In Which I Am Unacquainted with Jim Lehrer

I volunteered at the “Great Salt Lake Book Festival” at the Salt Lake Main Library last weekend, and I had a pretty good time. I was there for about four hours, and for the first fifty minutes or so I didn’t have anything to do, so I just wandered around and checked out cute boys. (There were many, and many were probably also gay.) When they finally gave me a job, it was twofold–a stretch, but I was able to handle it. First, I was in charge of directing adults to a hidden conference room where Jana Richman was presenting her book on being a feminist ex-Mormon motorcyclist. The adults I encountered were either old, crazy, or just irritable, and most of them wanted to know why they couldn’t walk through a glass wall and a bank of glass elevators to get to Conference Room A directly from the children’s library. (A valid question, especially since you could see Conference Room A through the glass, taunting you with its nearness and inaccessibility.) Their irritability only increased when I told them that Conference Room A (and indeed Conference Rooms B, C and D) were only accessible from the atrium outside the library proper, and that they would have to go back up the stairs/elevator they had just come down, exit the library, and try again at a different, and hopefully more correct, elevator and/or staircase.
Far more interesting was my second responsibility, which involved directing young children and their retinues (i.e., parents and older siblings) to the various Harry-Potter-themed activities taking place in the children’s library. Accordingly, I positioned myself at the bottom of the staircase in front of the children’s library entrance and stopped each bewildered family to inform them of all the wonderful things that were going on. (Aside: Many of the families that came along seemed surprised, and sometimes positively taken aback, at all the festive festival merriment going on, and I can only assume that they were of that dying breed of family that goes to the library every week, even when there aren’t any Harry-Potter-themed activities scheduled.) “Right here,” I would gush, gesturing to my right, “we have the Sorting; over there”–a gesture to the left–”is Wand-making, which is on-going, and there’s a Potions class starting in just five minutes!”
I took a break in the middle of the day to see Serenity for the second time and eat something unhealthy. (Taco Time, I think. I have yet to find something at that place that I actually like. I should stop trying.) When I got back in the late afternoon, I was assigned to babysit the line of people who were waiting to hear noted author and television personality Jim Lehrer give a talk on his latest book. Before last Saturday, I had no idea who Jim Lehrer was, and even now I still couldn’t tell you anything pertinent about him. But I can identify him on sight, because I have seen him up close. (Whether that is cool or not I am not prepared to judge.) Many of his fans were older, crazy, and had ADHD. They were apparently also cheapskates, because they all decided to wait in line for his free talk instead of buying his book and having him sign it. It wasn’t that they didn’t know their hero was sitting all alone at a table in the browsing library; they could see him through the glass wall just fine, and we announced the book signing at regular intervals to new arrivals. They just didn’t want to pay any money, and possibly lose their place in the line.
Anyway, it was fun, and then it ended. That’s how most things are, really.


_AIM OF THE EXERCISE_. Every entry below should be reproduced exactly, with all pictures left out.

START EXTRACTED ENTRIES

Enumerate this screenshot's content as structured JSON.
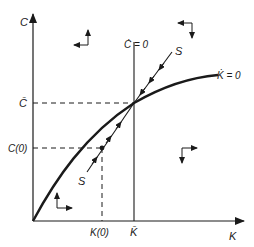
{
  "diagram": {
    "type": "phase-diagram",
    "axes": {
      "y_label": "C",
      "x_label": "K"
    },
    "steady_state": {
      "c_bar_label": "C̄",
      "k_bar_label": "K̄"
    },
    "initial": {
      "c0_label": "C(0)",
      "k0_label": "K(0)"
    },
    "loci": {
      "c_dot_zero": "Ċ = 0",
      "k_dot_zero": "K̇ = 0"
    },
    "saddle_path": {
      "label_upper": "S",
      "label_lower": "S"
    },
    "direction_arrows": [
      {
        "region": "upper-left",
        "horizontal": "left",
        "vertical": "up"
      },
      {
        "region": "upper-right",
        "horizontal": "left",
        "vertical": "down"
      },
      {
        "region": "lower-right",
        "horizontal": "right",
        "vertical": "down"
      },
      {
        "region": "lower-left",
        "horizontal": "right",
        "vertical": "up"
      }
    ]
  }
}
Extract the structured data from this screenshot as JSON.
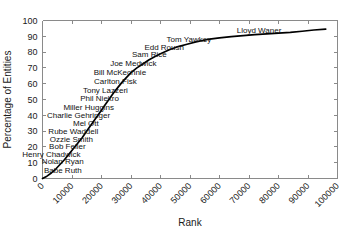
{
  "chart_data": {
    "type": "line",
    "title": "",
    "xlabel": "Rank",
    "ylabel": "Percentage of Entities",
    "xlim": [
      0,
      100000
    ],
    "ylim": [
      0,
      100
    ],
    "xticks": [
      0,
      10000,
      20000,
      30000,
      40000,
      50000,
      60000,
      70000,
      80000,
      90000,
      100000
    ],
    "xtick_labels": [
      "0",
      "10000",
      "20000",
      "30000",
      "40000",
      "50000",
      "60000",
      "70000",
      "80000",
      "90000",
      "100000"
    ],
    "yticks": [
      0,
      10,
      20,
      30,
      40,
      50,
      60,
      70,
      80,
      90,
      100
    ],
    "ytick_labels": [
      "0",
      "10",
      "20",
      "30",
      "40",
      "50",
      "60",
      "70",
      "80",
      "90",
      "100"
    ],
    "grid": false,
    "legend": false,
    "series": [
      {
        "name": "cumulative-percentage",
        "color": "#000000",
        "x": [
          0,
          1500,
          3000,
          4500,
          6000,
          7500,
          9000,
          10500,
          12000,
          13500,
          15000,
          16500,
          18000,
          19500,
          21000,
          22500,
          24000,
          25500,
          27000,
          28500,
          30000,
          32000,
          34000,
          36000,
          38000,
          40000,
          43000,
          46000,
          49000,
          52000,
          56000,
          60000,
          64000,
          68000,
          72000,
          76000,
          80000,
          84000,
          88000,
          92000,
          96000
        ],
        "y": [
          0,
          1.5,
          3.5,
          6,
          9,
          12,
          15.5,
          19,
          22.5,
          26,
          30,
          34,
          38,
          42,
          46,
          50,
          54,
          57.5,
          61,
          64,
          67,
          70,
          72.5,
          75,
          77,
          79,
          81.5,
          83.5,
          85,
          86.5,
          88,
          89,
          89.8,
          90.4,
          91,
          91.5,
          92,
          92.5,
          93.2,
          94,
          94.6
        ]
      }
    ],
    "annotations": [
      {
        "label": "Lloyd Waner",
        "x": 62000,
        "y": 91.0,
        "anchor": "right",
        "dx": 56,
        "dy": -2
      },
      {
        "label": "Tom Yawkey",
        "x": 47000,
        "y": 84.5,
        "anchor": "right",
        "dx": 30,
        "dy": -3
      },
      {
        "label": "Edd Roush",
        "x": 40500,
        "y": 79.5,
        "anchor": "right",
        "dx": 22,
        "dy": -3
      },
      {
        "label": "Sam Rice",
        "x": 36000,
        "y": 75.0,
        "anchor": "right",
        "dx": 18,
        "dy": -3
      },
      {
        "label": "Joe Medwick",
        "x": 31500,
        "y": 69.0,
        "anchor": "right",
        "dx": 21,
        "dy": -3
      },
      {
        "label": "Bill McKechnie",
        "x": 28000,
        "y": 63.5,
        "anchor": "right",
        "dx": 21,
        "dy": -3
      },
      {
        "label": "Carlton Fisk",
        "x": 25500,
        "y": 58.0,
        "anchor": "right",
        "dx": 19,
        "dy": -3
      },
      {
        "label": "Tony Lazzeri",
        "x": 22500,
        "y": 52.0,
        "anchor": "right",
        "dx": 19,
        "dy": -3
      },
      {
        "label": "Phil Niekro",
        "x": 20500,
        "y": 47.0,
        "anchor": "right",
        "dx": 16,
        "dy": -3
      },
      {
        "label": "Miller Huggins",
        "x": 18500,
        "y": 41.5,
        "anchor": "right",
        "dx": 17,
        "dy": -3
      },
      {
        "label": "Charlie Gehringer",
        "x": 16800,
        "y": 36.5,
        "anchor": "right",
        "dx": 18,
        "dy": -3
      },
      {
        "label": "Mel Ott",
        "x": 15000,
        "y": 31.5,
        "anchor": "right",
        "dx": 12,
        "dy": -3
      },
      {
        "label": "Rube Waddell",
        "x": 13500,
        "y": 26.5,
        "anchor": "right",
        "dx": 16,
        "dy": -3
      },
      {
        "label": "Ozzie Smith",
        "x": 12000,
        "y": 21.5,
        "anchor": "right",
        "dx": 15,
        "dy": -3
      },
      {
        "label": "Bob Feller",
        "x": 10200,
        "y": 16.5,
        "anchor": "right",
        "dx": 13,
        "dy": -3
      },
      {
        "label": "Henry Chadwick",
        "x": 8500,
        "y": 12.0,
        "anchor": "right",
        "dx": 13,
        "dy": -3
      },
      {
        "label": "Nolan Ryan",
        "x": 6500,
        "y": 7.0,
        "anchor": "right",
        "dx": 22,
        "dy": -3
      },
      {
        "label": "Babe Ruth",
        "x": 4500,
        "y": 2.0,
        "anchor": "right",
        "dx": 26,
        "dy": -2
      }
    ]
  }
}
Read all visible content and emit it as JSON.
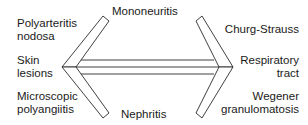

END EXTRACTED ENTRIES

_EXERCISE RESPONSE_.
Enumerate this screenshot's content as structured JSON.
{
  "diagram": {
    "type": "phase-diagram",
    "axes": {
      "y_label": "C",
      "x_label": "K"
    },
    "steady_state": {
      "c_bar_label": "C̄",
      "k_bar_label": "K̄"
    },
    "initial": {
      "c0_label": "C(0)",
      "k0_label": "K(0)"
    },
    "loci": {
      "c_dot_zero": "Ċ = 0",
      "k_dot_zero": "K̇ = 0"
    },
    "saddle_path": {
      "label_upper": "S",
      "label_lower": "S"
    },
    "direction_arrows": [
      {
        "region": "upper-left",
        "horizontal": "left",
        "vertical": "up"
      },
      {
        "region": "upper-right",
        "horizontal": "left",
        "vertical": "down"
      },
      {
        "region": "lower-right",
        "horizontal": "right",
        "vertical": "down"
      },
      {
        "region": "lower-left",
        "horizontal": "right",
        "vertical": "up"
      }
    ]
  }
}
Extract the structured data from this screenshot as JSON.
{
  "chart_data": {
    "type": "line",
    "title": "",
    "xlabel": "Rank",
    "ylabel": "Percentage of Entities",
    "xlim": [
      0,
      100000
    ],
    "ylim": [
      0,
      100
    ],
    "xticks": [
      0,
      10000,
      20000,
      30000,
      40000,
      50000,
      60000,
      70000,
      80000,
      90000,
      100000
    ],
    "xtick_labels": [
      "0",
      "10000",
      "20000",
      "30000",
      "40000",
      "50000",
      "60000",
      "70000",
      "80000",
      "90000",
      "100000"
    ],
    "yticks": [
      0,
      10,
      20,
      30,
      40,
      50,
      60,
      70,
      80,
      90,
      100
    ],
    "ytick_labels": [
      "0",
      "10",
      "20",
      "30",
      "40",
      "50",
      "60",
      "70",
      "80",
      "90",
      "100"
    ],
    "grid": false,
    "legend": false,
    "series": [
      {
        "name": "cumulative-percentage",
        "color": "#000000",
        "x": [
          0,
          1500,
          3000,
          4500,
          6000,
          7500,
          9000,
          10500,
          12000,
          13500,
          15000,
          16500,
          18000,
          19500,
          21000,
          22500,
          24000,
          25500,
          27000,
          28500,
          30000,
          32000,
          34000,
          36000,
          38000,
          40000,
          43000,
          46000,
          49000,
          52000,
          56000,
          60000,
          64000,
          68000,
          72000,
          76000,
          80000,
          84000,
          88000,
          92000,
          96000
        ],
        "y": [
          0,
          1.5,
          3.5,
          6,
          9,
          12,
          15.5,
          19,
          22.5,
          26,
          30,
          34,
          38,
          42,
          46,
          50,
          54,
          57.5,
          61,
          64,
          67,
          70,
          72.5,
          75,
          77,
          79,
          81.5,
          83.5,
          85,
          86.5,
          88,
          89,
          89.8,
          90.4,
          91,
          91.5,
          92,
          92.5,
          93.2,
          94,
          94.6
        ]
      }
    ],
    "annotations": [
      {
        "label": "Lloyd Waner",
        "x": 62000,
        "y": 91.0,
        "anchor": "right",
        "dx": 56,
        "dy": -2
      },
      {
        "label": "Tom Yawkey",
        "x": 47000,
        "y": 84.5,
        "anchor": "right",
        "dx": 30,
        "dy": -3
      },
      {
        "label": "Edd Roush",
        "x": 40500,
        "y": 79.5,
        "anchor": "right",
        "dx": 22,
        "dy": -3
      },
      {
        "label": "Sam Rice",
        "x": 36000,
        "y": 75.0,
        "anchor": "right",
        "dx": 18,
        "dy": -3
      },
      {
        "label": "Joe Medwick",
        "x": 31500,
        "y": 69.0,
        "anchor": "right",
        "dx": 21,
        "dy": -3
      },
      {
        "label": "Bill McKechnie",
        "x": 28000,
        "y": 63.5,
        "anchor": "right",
        "dx": 21,
        "dy": -3
      },
      {
        "label": "Carlton Fisk",
        "x": 25500,
        "y": 58.0,
        "anchor": "right",
        "dx": 19,
        "dy": -3
      },
      {
        "label": "Tony Lazzeri",
        "x": 22500,
        "y": 52.0,
        "anchor": "right",
        "dx": 19,
        "dy": -3
      },
      {
        "label": "Phil Niekro",
        "x": 20500,
        "y": 47.0,
        "anchor": "right",
        "dx": 16,
        "dy": -3
      },
      {
        "label": "Miller Huggins",
        "x": 18500,
        "y": 41.5,
        "anchor": "right",
        "dx": 17,
        "dy": -3
      },
      {
        "label": "Charlie Gehringer",
        "x": 16800,
        "y": 36.5,
        "anchor": "right",
        "dx": 18,
        "dy": -3
      },
      {
        "label": "Mel Ott",
        "x": 15000,
        "y": 31.5,
        "anchor": "right",
        "dx": 12,
        "dy": -3
      },
      {
        "label": "Rube Waddell",
        "x": 13500,
        "y": 26.5,
        "anchor": "right",
        "dx": 16,
        "dy": -3
      },
      {
        "label": "Ozzie Smith",
        "x": 12000,
        "y": 21.5,
        "anchor": "right",
        "dx": 15,
        "dy": -3
      },
      {
        "label": "Bob Feller",
        "x": 10200,
        "y": 16.5,
        "anchor": "right",
        "dx": 13,
        "dy": -3
      },
      {
        "label": "Henry Chadwick",
        "x": 8500,
        "y": 12.0,
        "anchor": "right",
        "dx": 13,
        "dy": -3
      },
      {
        "label": "Nolan Ryan",
        "x": 6500,
        "y": 7.0,
        "anchor": "right",
        "dx": 22,
        "dy": -3
      },
      {
        "label": "Babe Ruth",
        "x": 4500,
        "y": 2.0,
        "anchor": "right",
        "dx": 26,
        "dy": -2
      }
    ]
  }
}
Read all visible content and emit it as JSON.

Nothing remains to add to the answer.